Celtic were founded on 6 November 1887 and have made Celtic Park the fixed point of Scottish football life ever since. For Celtic supporters, the club is not a subject to be introduced so much as measured against itself – history, expectation and the weekly demand to win all arriving together.
The current squad is a sizeable one: 39 players, with an average age of 26 and a market value of around £123m, according to Transfermarkt. That scale brings options, but also the usual Celtic requirement for consistency rather than occasional fluency.
At Celtic Park, the numbers remain strong: an average of 2.2 goals scored and 0.8 conceded per match, with the attack comfortably above two goals a game at home. Away from home, the edge is less clean but still productive, with 1.6 goals scored and 1.4 conceded per match.

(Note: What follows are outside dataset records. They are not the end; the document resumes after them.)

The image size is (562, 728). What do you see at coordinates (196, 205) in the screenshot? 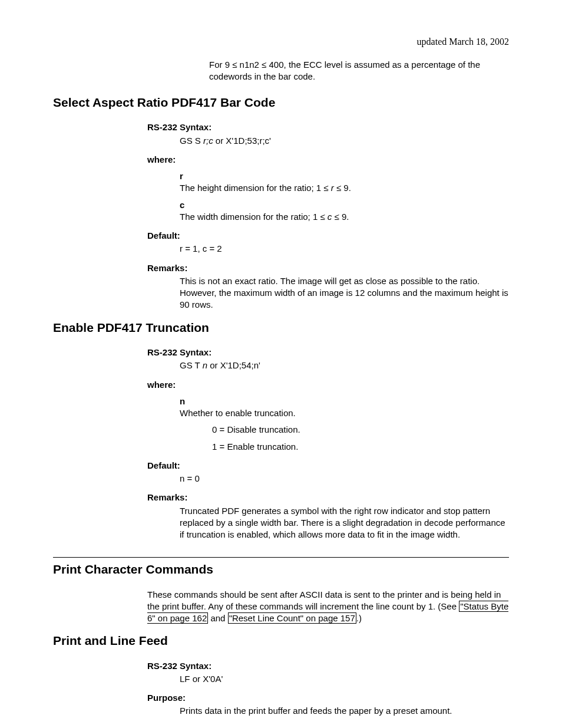
I see `param-key-c: c` at bounding box center [196, 205].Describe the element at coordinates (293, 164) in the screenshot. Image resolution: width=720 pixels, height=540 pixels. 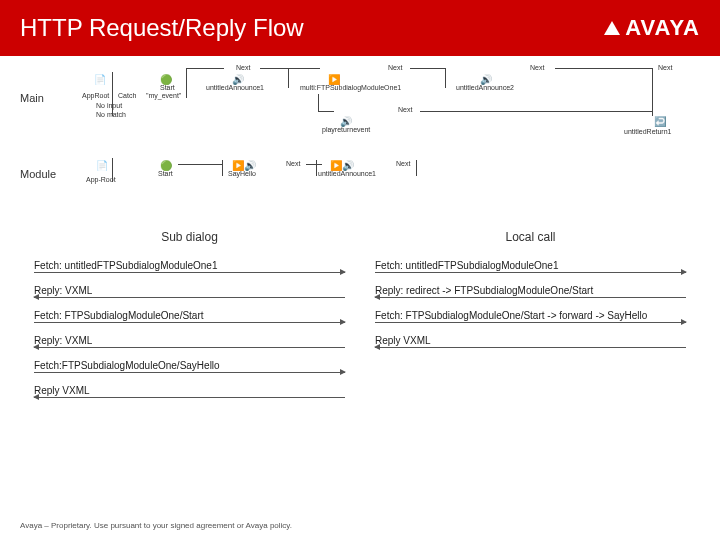
I see `mnext-1: Next` at that location.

Benjamin Nygren has led the scoring with 21 goals, supported by Daizen Maeda on 15, Hyun-jun Yang on 10, Kelechi Ịheanachọ on eight and Reo Hatate on six. Celtic have also struck early often enough to matter, scoring the first goal inside 20 minutes in seven of 18 league matches.
The recent league run has been emphatic: six wins from six, including Motherwell 2-3 Celtic, Celtic 3-1 Rangers and Hibernian 1-2 Celtic. There have also been finals in both domestic cups, alongside Champions League qualifying play-off and Europa League knockout play-off involvement.
Celtic currently sit second in the Premiership. The form is strong, the home scoring is reliable, and the immediate relevance is plain: this is a side with enough quality to set the pace, but still with work to do in the league table.